As I meet the end of the third week of camp, it feels surreal to know that I have been in America for over a month.
On one hand, it feels like that time has sped by. On the other, if feels like I can account for ever day of those four weeks. New York feels like an eternity ago, Staff Week seems like a distant memory and it feels like I have known ever person I have met so far, for forever. I feel comforted by the thought that there is still so much to come – another month – and that it too might meet me slowly and steadily like the one that has just passed. But beyond that awaits a sting, one I can’t bring myself to consider just yet.
Time here is strange, like camp exists and operates in its own world. You feel both conscious and unconscious of it slowly passing you by. With that, comes a motivation to seize every opportunity to live and love and perform, just as the campers do.
I continue to be blown away by the talent of the kids that attend Appel Farm – their creativity and ambition – and I am envious of the innocence and naivety they have towards the world and the role they will have in it as creative practitioners. But I have also been saddened by some of their lives - children who have been thrust into adulthood against their will, who have seen things and survived things which will haunt them forever. Behind their faces are broken homes and burnt innocence. And in their eyes, the sweet relief of knowing Appel Farm can be their refuge.
I came to America expecting the stereotype, awaiting the summer camp experience I have seen on TV. And I’ve had it, I continue to have it, but nothing prepared me for the realism. Camp is more than smores and bunk beds and poison ivy. It’s a time for kids to be kids, to escape the outside world (as good or bad as it may be for them) and revel in four weeks of unadulterated kid time. Where they get the attention they deserve and the fun they seek and the encouragement they crave.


Find and copy the lines in the records beneath this task that contain the word "every".

Extracts from a graphics dataset
════════

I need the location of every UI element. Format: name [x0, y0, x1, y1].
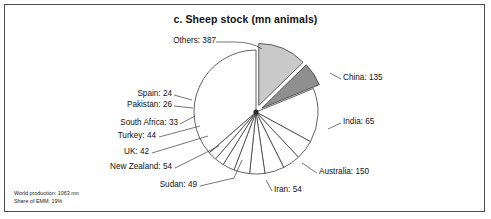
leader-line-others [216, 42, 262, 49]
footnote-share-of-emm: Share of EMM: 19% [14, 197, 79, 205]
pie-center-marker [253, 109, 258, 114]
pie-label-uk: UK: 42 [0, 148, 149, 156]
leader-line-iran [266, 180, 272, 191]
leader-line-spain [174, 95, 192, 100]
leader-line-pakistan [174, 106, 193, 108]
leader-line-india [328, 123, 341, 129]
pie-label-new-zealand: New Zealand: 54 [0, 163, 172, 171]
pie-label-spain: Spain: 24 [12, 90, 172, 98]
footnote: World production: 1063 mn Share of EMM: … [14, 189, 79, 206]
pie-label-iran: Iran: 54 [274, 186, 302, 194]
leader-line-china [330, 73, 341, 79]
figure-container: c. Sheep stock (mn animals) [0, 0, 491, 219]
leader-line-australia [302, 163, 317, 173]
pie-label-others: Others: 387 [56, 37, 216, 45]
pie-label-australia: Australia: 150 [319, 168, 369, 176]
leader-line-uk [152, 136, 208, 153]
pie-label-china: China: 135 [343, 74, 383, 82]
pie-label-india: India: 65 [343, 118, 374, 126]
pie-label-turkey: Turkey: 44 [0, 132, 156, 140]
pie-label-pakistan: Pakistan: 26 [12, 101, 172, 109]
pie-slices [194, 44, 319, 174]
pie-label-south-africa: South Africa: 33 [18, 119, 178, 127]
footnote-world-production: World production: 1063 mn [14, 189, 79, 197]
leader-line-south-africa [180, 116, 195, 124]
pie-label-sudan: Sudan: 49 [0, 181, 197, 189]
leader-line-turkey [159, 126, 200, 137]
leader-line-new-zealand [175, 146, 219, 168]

════════

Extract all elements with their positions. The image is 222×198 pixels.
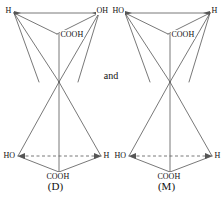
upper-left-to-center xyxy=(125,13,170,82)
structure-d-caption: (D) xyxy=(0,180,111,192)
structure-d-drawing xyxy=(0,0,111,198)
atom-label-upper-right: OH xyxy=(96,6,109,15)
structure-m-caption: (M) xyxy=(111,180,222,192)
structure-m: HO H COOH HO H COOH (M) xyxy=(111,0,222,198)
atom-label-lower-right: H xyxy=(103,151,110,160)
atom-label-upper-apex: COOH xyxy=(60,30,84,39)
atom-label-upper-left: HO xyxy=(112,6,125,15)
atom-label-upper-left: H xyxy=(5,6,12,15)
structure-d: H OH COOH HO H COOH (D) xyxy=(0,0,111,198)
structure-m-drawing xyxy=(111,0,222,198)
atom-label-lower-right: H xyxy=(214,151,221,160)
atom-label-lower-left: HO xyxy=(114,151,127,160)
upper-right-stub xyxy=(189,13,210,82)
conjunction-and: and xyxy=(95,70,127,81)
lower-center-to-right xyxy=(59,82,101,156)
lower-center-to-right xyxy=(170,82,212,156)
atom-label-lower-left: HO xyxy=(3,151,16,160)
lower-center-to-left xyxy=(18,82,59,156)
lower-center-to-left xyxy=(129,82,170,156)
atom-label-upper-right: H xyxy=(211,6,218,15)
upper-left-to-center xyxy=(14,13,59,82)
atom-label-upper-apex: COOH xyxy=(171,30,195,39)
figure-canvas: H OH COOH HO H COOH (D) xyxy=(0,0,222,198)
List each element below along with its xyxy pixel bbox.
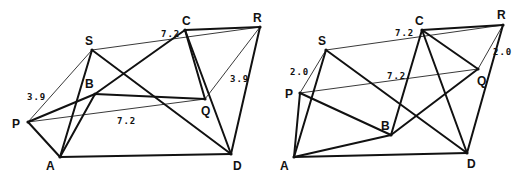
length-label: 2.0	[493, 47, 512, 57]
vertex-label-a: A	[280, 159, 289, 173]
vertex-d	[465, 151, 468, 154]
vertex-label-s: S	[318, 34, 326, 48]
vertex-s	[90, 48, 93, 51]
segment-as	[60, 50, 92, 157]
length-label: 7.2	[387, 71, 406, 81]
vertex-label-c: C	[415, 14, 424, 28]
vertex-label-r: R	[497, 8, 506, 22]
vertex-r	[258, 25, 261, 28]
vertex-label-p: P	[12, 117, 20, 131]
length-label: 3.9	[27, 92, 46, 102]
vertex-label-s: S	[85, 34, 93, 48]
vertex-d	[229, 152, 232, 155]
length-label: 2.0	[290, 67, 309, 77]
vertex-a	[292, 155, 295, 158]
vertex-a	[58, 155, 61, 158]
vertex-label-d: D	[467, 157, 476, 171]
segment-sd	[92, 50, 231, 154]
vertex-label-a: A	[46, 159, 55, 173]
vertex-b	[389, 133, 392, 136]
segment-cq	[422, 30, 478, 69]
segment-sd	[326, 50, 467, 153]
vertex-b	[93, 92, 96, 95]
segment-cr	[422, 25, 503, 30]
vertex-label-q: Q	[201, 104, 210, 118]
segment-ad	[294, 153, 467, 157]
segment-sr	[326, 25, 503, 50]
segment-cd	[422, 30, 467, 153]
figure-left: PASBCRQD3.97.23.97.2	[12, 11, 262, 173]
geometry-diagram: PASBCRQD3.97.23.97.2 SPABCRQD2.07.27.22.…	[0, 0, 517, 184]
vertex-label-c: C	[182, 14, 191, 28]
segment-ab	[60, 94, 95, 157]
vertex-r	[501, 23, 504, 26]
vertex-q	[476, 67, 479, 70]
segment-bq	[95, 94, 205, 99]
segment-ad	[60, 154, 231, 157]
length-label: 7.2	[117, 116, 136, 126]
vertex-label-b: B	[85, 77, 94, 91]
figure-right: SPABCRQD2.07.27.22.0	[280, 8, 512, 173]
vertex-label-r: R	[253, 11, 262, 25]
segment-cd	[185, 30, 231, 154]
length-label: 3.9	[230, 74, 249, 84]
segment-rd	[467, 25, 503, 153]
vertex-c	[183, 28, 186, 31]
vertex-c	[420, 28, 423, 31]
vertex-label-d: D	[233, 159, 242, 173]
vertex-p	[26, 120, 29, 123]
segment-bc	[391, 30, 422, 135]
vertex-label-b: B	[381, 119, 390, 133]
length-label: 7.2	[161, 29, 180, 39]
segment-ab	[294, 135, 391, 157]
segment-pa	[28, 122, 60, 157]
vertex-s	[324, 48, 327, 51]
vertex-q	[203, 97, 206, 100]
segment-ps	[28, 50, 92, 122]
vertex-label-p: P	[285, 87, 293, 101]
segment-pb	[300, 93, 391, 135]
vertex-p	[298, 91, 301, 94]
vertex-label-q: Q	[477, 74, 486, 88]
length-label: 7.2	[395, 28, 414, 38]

════════

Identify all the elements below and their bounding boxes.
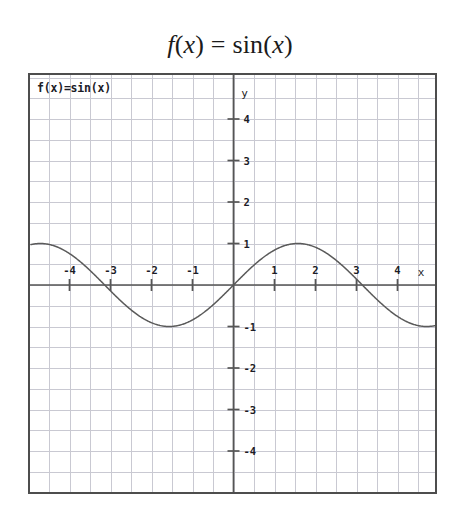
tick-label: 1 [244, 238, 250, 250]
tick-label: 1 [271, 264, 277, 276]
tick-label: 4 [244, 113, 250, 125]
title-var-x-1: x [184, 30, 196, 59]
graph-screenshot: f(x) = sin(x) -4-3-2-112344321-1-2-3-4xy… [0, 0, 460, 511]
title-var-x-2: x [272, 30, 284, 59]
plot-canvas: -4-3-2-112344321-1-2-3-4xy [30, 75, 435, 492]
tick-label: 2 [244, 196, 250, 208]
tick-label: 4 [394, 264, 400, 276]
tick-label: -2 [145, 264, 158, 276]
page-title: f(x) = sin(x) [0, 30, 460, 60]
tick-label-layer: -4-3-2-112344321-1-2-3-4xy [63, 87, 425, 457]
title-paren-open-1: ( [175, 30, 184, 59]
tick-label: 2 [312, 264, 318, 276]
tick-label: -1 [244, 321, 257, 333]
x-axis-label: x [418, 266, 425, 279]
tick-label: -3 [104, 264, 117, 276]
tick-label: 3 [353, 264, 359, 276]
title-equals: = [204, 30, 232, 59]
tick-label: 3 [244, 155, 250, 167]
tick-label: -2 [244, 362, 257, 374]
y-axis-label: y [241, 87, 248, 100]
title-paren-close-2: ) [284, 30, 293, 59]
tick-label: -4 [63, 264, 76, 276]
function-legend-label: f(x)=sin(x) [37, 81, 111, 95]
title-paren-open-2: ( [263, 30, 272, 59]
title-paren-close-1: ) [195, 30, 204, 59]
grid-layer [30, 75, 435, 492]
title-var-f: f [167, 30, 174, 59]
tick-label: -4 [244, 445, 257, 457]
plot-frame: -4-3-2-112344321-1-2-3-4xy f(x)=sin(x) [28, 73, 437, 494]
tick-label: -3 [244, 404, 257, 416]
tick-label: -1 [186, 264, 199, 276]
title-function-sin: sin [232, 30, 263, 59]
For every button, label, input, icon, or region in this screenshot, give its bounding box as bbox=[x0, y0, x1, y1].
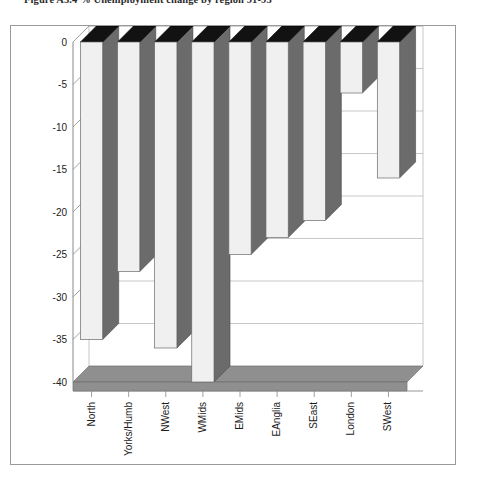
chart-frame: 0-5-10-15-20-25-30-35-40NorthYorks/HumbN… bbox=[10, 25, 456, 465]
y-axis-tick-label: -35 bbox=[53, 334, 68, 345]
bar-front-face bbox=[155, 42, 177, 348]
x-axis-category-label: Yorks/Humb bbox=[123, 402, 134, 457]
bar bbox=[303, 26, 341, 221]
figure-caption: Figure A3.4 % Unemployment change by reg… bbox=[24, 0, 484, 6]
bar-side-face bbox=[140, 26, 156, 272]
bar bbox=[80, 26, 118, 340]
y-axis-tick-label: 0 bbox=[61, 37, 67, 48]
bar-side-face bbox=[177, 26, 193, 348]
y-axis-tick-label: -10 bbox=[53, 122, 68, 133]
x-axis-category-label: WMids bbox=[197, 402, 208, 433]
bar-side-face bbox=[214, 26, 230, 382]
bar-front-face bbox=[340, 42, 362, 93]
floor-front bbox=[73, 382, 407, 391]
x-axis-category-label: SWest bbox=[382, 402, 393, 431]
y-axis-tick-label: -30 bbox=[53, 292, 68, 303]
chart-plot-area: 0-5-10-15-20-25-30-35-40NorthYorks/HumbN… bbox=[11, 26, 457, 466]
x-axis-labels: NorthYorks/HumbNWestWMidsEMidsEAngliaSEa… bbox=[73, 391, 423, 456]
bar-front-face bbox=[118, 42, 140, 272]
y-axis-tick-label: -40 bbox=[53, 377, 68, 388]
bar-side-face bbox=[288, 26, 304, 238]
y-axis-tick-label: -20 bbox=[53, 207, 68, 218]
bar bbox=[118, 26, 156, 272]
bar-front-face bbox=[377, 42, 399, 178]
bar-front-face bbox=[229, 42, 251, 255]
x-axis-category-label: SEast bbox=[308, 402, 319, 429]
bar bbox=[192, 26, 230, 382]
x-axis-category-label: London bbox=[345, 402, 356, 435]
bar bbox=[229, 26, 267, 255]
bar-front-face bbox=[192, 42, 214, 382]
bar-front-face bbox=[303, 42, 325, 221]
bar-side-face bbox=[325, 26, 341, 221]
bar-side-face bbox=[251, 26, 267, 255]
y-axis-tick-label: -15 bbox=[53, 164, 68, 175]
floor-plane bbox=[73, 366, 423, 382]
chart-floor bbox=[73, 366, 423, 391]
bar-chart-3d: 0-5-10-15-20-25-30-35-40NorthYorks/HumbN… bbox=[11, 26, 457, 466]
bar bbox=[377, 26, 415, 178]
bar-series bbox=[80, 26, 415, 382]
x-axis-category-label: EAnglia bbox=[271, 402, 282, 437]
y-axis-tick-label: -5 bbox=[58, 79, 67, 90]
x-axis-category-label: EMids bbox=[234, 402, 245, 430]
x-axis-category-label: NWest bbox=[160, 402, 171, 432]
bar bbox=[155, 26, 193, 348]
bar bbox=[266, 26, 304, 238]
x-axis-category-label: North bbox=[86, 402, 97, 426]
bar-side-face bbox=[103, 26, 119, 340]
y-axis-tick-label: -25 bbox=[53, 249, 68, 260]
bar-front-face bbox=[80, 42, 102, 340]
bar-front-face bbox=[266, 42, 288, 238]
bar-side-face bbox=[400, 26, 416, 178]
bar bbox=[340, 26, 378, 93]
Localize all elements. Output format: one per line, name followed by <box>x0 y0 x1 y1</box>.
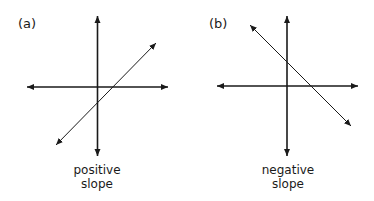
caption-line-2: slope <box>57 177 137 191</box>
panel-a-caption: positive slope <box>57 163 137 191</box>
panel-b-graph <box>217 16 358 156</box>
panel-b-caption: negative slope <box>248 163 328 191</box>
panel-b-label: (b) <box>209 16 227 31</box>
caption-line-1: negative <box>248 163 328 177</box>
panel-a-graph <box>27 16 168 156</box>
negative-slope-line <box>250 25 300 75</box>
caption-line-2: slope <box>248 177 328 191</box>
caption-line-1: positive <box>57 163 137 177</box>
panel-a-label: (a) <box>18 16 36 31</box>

════════

Solution below.
I need the location of every UI element. Format: name [x0, y0, x1, y1].
For every button, label, input, icon, or region in this screenshot, give its bounding box as bbox=[x0, y0, x1, y1].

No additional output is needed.